Sure Footed Bighorns Climb Road to Recovery - Iowa Wildlife Federation

Sure Footed Bighorns Climb Road to Recovery

Photography courtesy of Lowell Washburn, all rights reserved.

7 - Full Curl Ram  CSP  May, 2003

CUSTER, SD–With symmetrically curved horns and sure footed agility, the Rocky Mountain bighorn is one of North America’s best known and most spectacular forms of wildlife. The closest populations of wild bighorns [to Iowa] exist among the higher elevations of South Dakota’s Black Hills National Forest and in the nearby Badlands National Park. Attempting to observe bighorn sheep in either setting represents one of my favorite outdoor pastimes.       3 - collared ewe & lamb

 

Even in the best of times, sheep viewing is no easy task. The species’ preference for exceedingly rugged terrain may allow a person to literally hike to within a hundred yards or less of wild bighorns yet never see one. But whenever you finally do receive an opportunity to observe the animal in its natural habitat, the outing quickly becomes a stellar event.

9 Blk Hills sheep habitat

Not all viewing opportunities are created equal; and obtaining a memorable sighting doesn’t necessarily require the climbing skills of a Sherpa guide. There are those rare and exceptional occasions when sheep literally block the road and stop traffic. But don’t count on seeing that. More often, your only visual reward will be a quick, split second glimpse as a spooked sheep — “I think it was a bighorn” — vanishes over a rocky ridge top. The pendulum does swing, however. My all-time most cherished memory of bighorns occurred in September, 2004 when my wife Carol and I spent a full 2 ½ hours in the near presence of a remarkable bachelor group consisting of six full curl, mature rams. It was the kind of day you don’t easily forget.

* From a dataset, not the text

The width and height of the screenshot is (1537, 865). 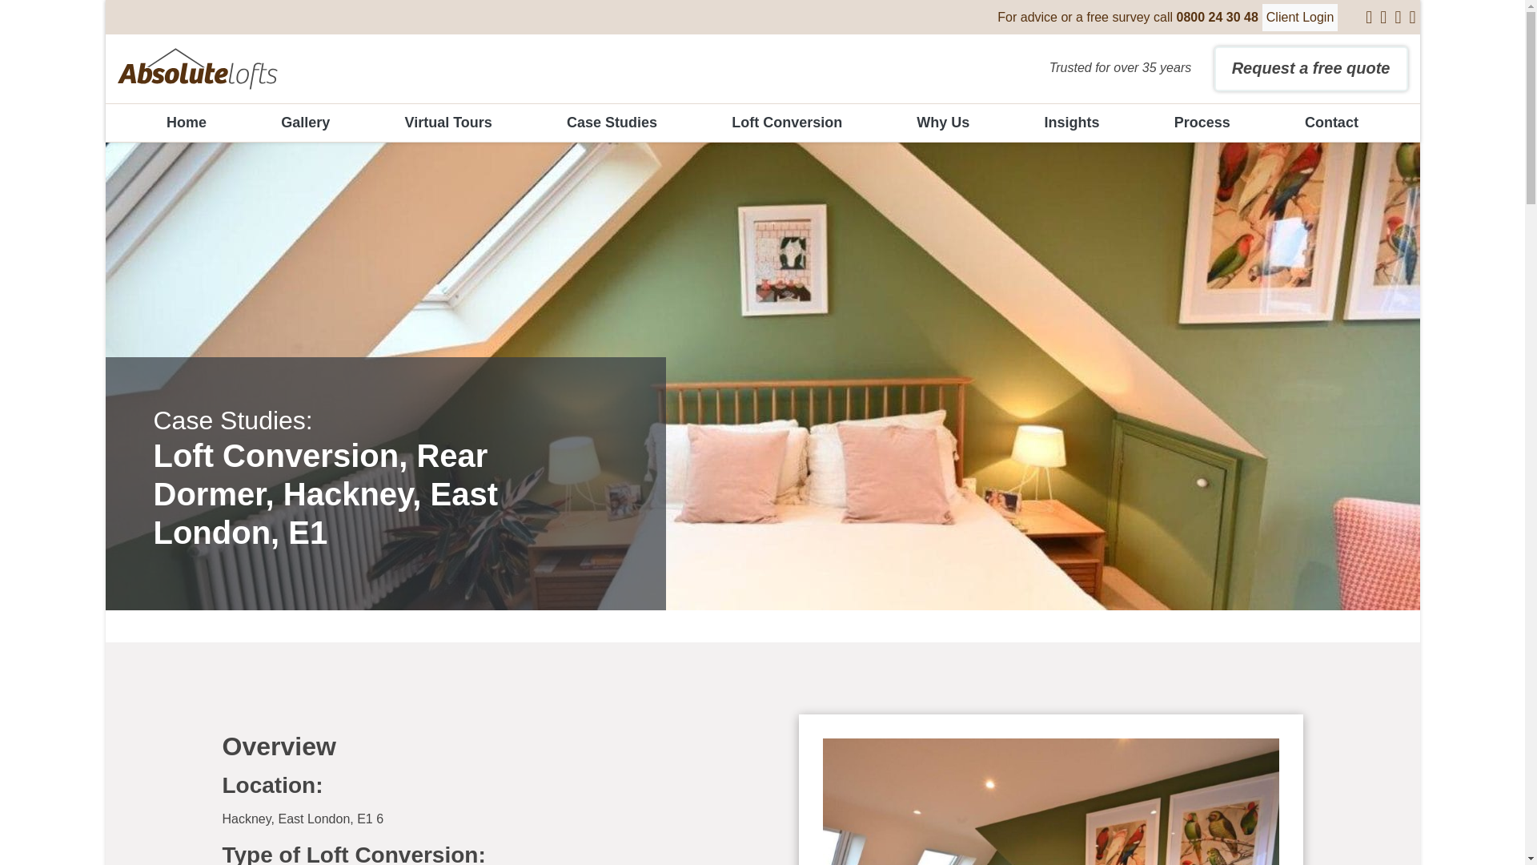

6  Traffic Stoppers - Badlands 2014

 

9 Bachelor rams 2004

Encounters like that don’t happen anymore. Decimated by a catastrophic 2005 outbreak of bacterial pneumonia, an estimated 80 to 90 percent of the Black Hills bighorn population perished in a single season. A decade later, a mere 30 sheep still exist in the 71,000 acre Custer State Park [the same place where we spent time with those six magnificent rams]; another 100 or so bighorns live in the Badlands. That’s the bad news. The good news is that a total of seven bighorn lambs were documented at Custer during 2014; the highest production count since the 2005 die off. This year, four lambs have been documented so far. Additional production is suspected from another known, but highly elusive, band of ewes living nearby. Although slowly climbing numbers provide hope for the future and suggest that bighorns are on a path to recovery, they remain listed as the region’s rarest species of big game.

 

 

8 - High Meadow - Sep. 10, 2004

While in the area last week, I spent parts of five mornings searching for Custer bighorns. I hit pay dirt on the third day; locating a pair of immature rams accompanied by two prime ewes. Best of all, one of the ewes was being shadowed by a frisky, nimble footed lamb.

 

2 Bighorns at Coolidge Walk-In

 

 

 

 

 

3 lamb @ CSP

 

 

Day four proved better yet when I discovered a group containing three ewes, two healthy lambs, and five young rams [including one handsome four-year-old] feeding along a steep slope near the trailhead of Custer Park’s Grace Coolidge Walk-In Area. In spite of the fact that I made too much noise while climbing toward the sheep, my ineptness was somewhat overlooked as the group continued to drift in and out of view for most of a half hour. Being able to observe ten wild Black Hills bighorns in one spot provided an exhilarating experience – and then some. Returning to the same ridge lines the following morning, I failed to locate a single sheep.

More Good News: Earlier this year, Black Hills bighorns received a substantial boost when South Dakota Game & Parks transplanted 26 wild sheep from Alberta, Canada to the northern hills’ Deadwood area. Attempts to establish the new herd was made possible by hunters who generated more than $180,000 during two special fund raising events. The sum far exceeded the actual $40,000 needed to cover relocation expenses, and a portion of the “excess funding” was used to fit 24 of the bighorns with GPS tracking devices. The state of the art trackers will aid personnel with South Dakota State University in monitoring the herd’s movements, future reproduction, habitat preferences, and survival.